Claudio Monteverdi's Seventh Book of Madrigals, written in 1619, was really the first that was fully part of the new operatic age -- and really the first to consist of pieces that were not really madrigals at all. For all of the soloistic and operatic expressive devices, for all the block chords that had appeared in the previous few books, this was the first set in which Monteverdi dispensed with the traditional five-voice texture of the madrigal. He proclaimed this move with a unique title for the book, a relatively new word that would go on to a long and distinguished career -- he called it "Concerto." The root of the word in Latin meant to contend or to fight, and the interest of this Monteverdi set lies in how voices, styles, and ideas contend for dominance, even as a shell of allusions to the traditional idea of a madrigal is maintained. A few pieces are polyphonic works that heighten expression with pungent dissonances -- old-style madrigals, with continuo accompaniment. Others might as well be taken from works in the young genre of opera. Some are for two gloriously intertwined voices, with Monteverdi making the most of his chance to have voices collide, dispute, and sensuously settle together. The number of voices ranges from one to six.
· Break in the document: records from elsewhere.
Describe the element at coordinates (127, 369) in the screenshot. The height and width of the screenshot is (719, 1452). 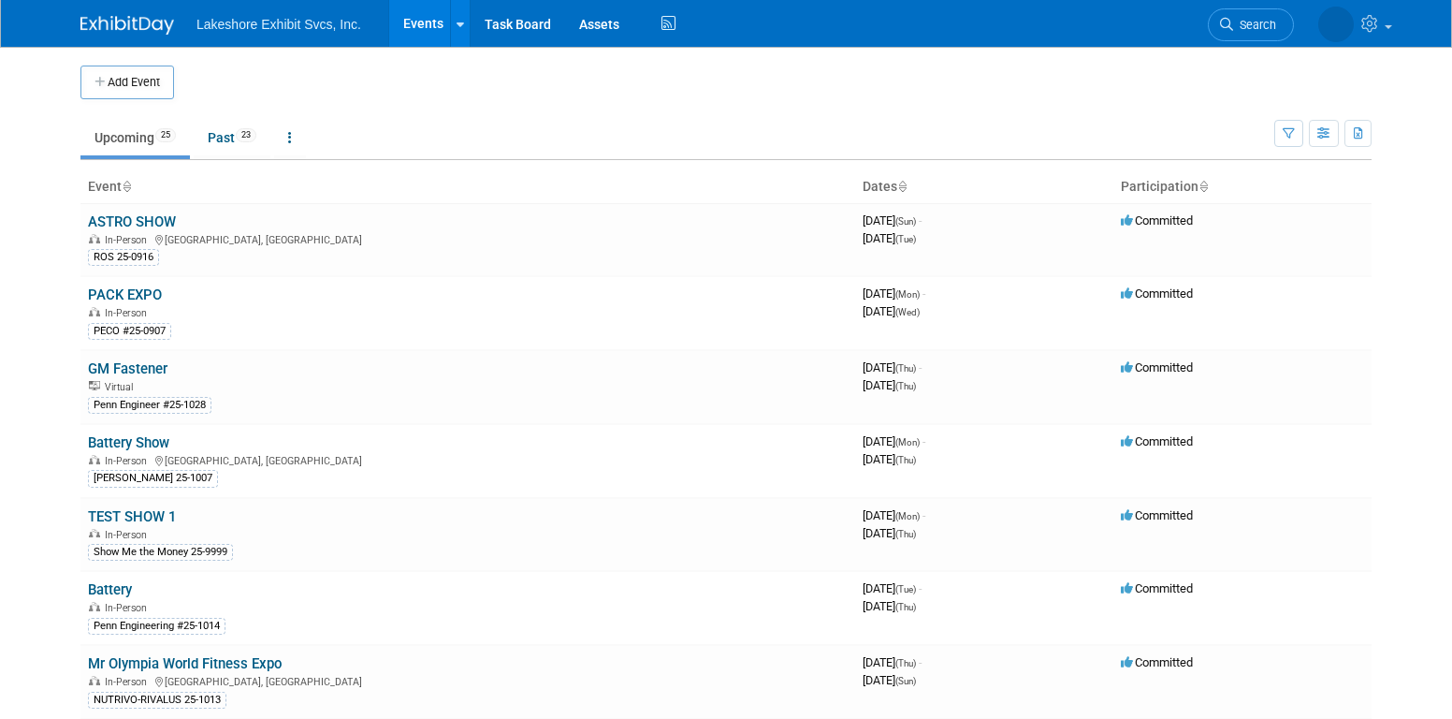
I see `a: GM Fastener` at that location.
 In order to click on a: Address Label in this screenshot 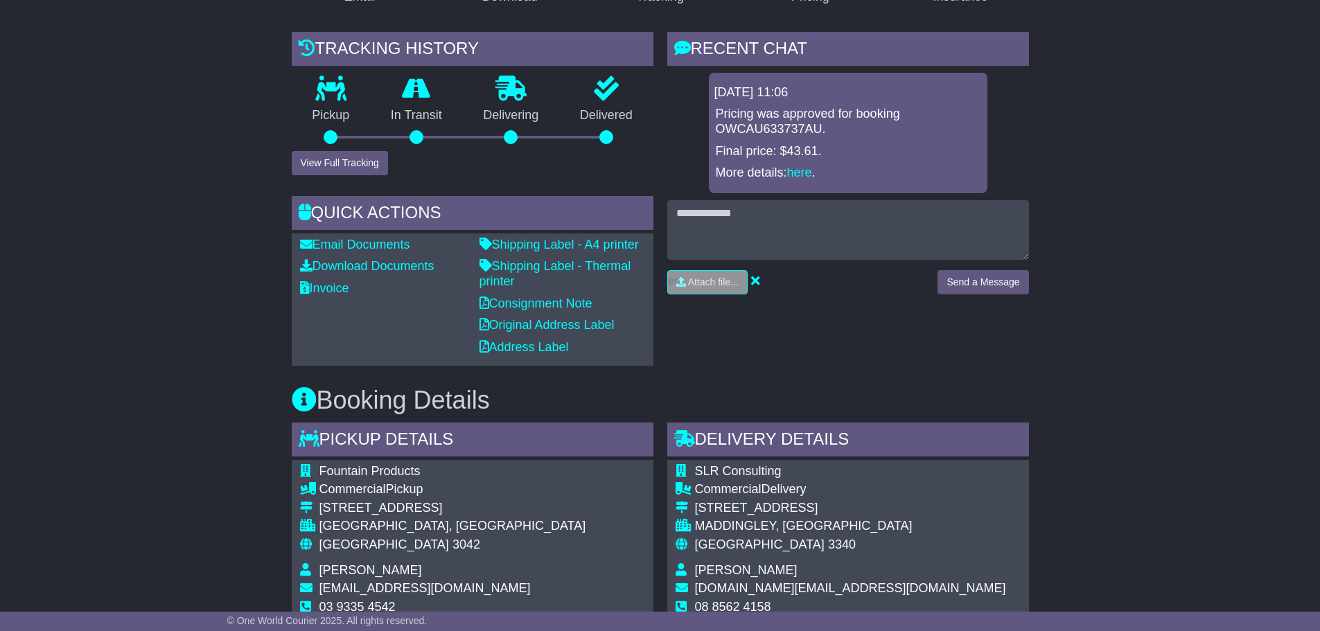, I will do `click(524, 347)`.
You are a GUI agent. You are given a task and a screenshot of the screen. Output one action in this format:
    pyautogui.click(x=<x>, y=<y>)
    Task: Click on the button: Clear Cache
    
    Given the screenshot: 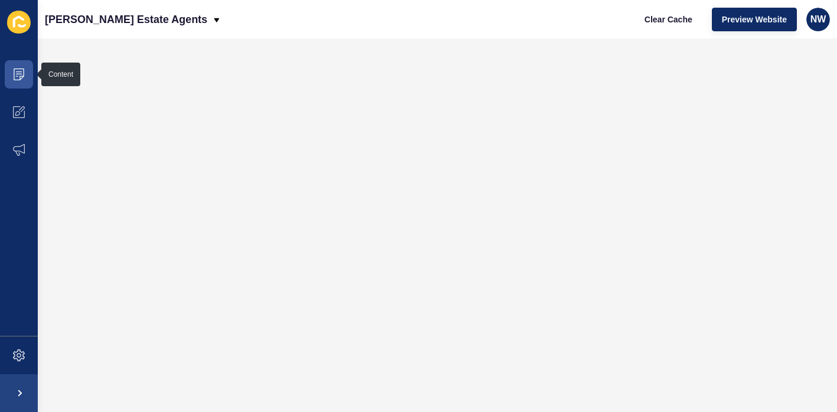 What is the action you would take?
    pyautogui.click(x=668, y=19)
    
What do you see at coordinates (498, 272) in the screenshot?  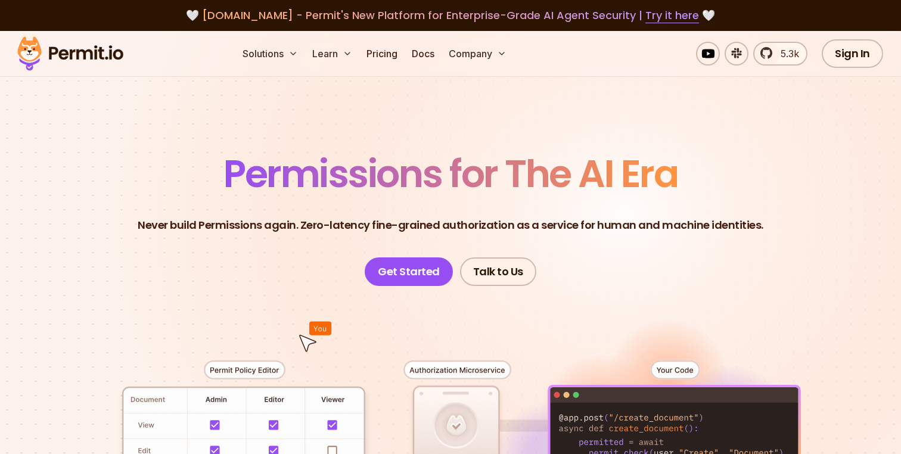 I see `a: Talk to Us` at bounding box center [498, 272].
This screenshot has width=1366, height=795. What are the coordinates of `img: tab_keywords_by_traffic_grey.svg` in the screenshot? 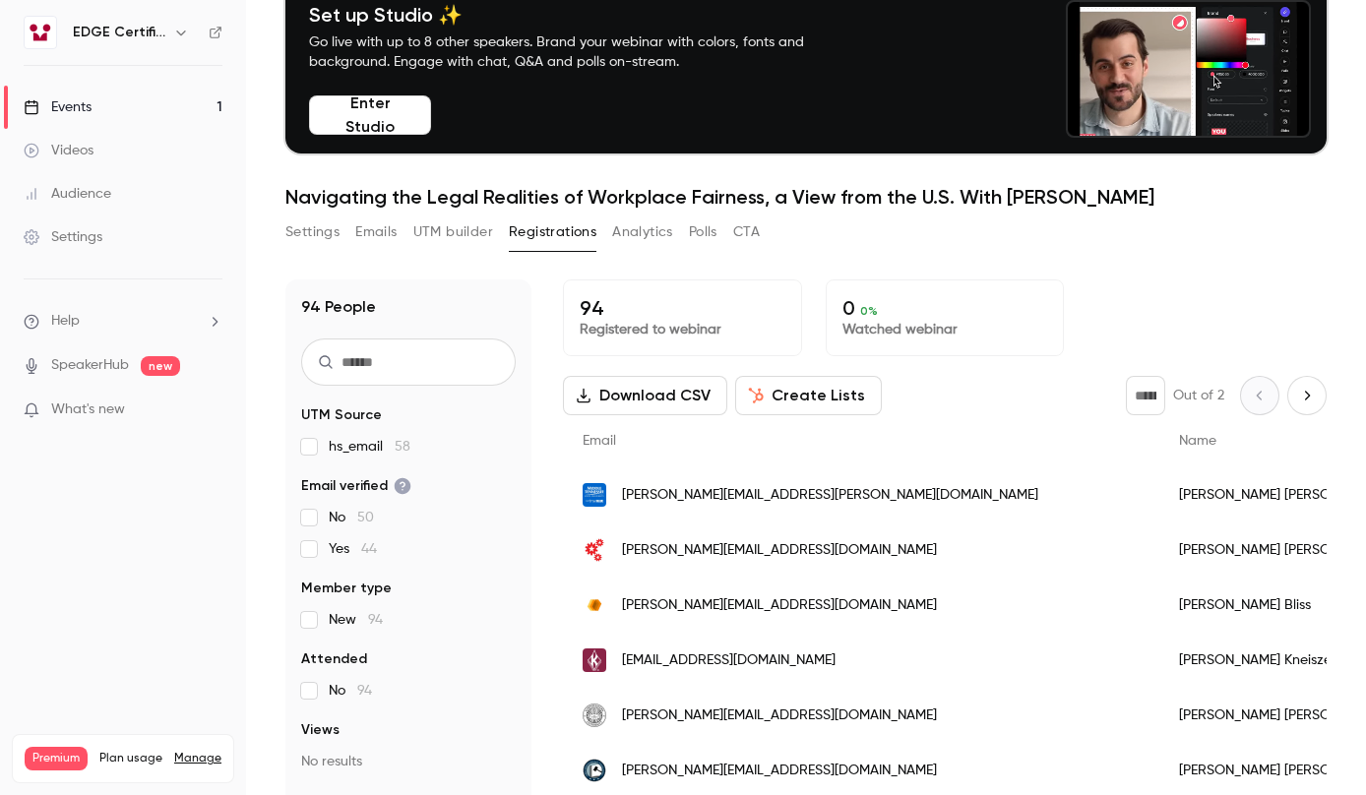 It's located at (204, 122).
Filling two complete CDs with Monteverdi's 29 sizable madrigals, this is a weighty chunk of early Baroque music. But the Italian ensemble
La Venexiana, which made this recording in 1998, delivers state-of-the-art performances with a strong feel for the texts (included in a separate booklet and translated into four languages from the original Italian), and the recording never drags. There are sopranos who can rivet the listener more securely with their powers of ornamentation than can Rossana Bertini and
Laura Fabris, but it doesn't matter --
La Venexiana succeeds in treating each piece in the set individually and differentiates among them beautifully. This ensemble has specialized in music from both sides of the year 1600, still too often taken as an impermeable music-historical watershed. They have been well attuned to what we now think of as early Baroque style that grew out of the great court musical spectaculars of the late sixteenth century, and here they seem to have an almost preternatural sense of the great master Monteverdi's excitement as he explored the new musical materials that were available to him. The handsome packaging from the Glossa label makes this an ideal gift item, and the liner notes by Stefano Russumano, although rather dense and in mighty small print, concisely transmit much of importance about this music and its epoch.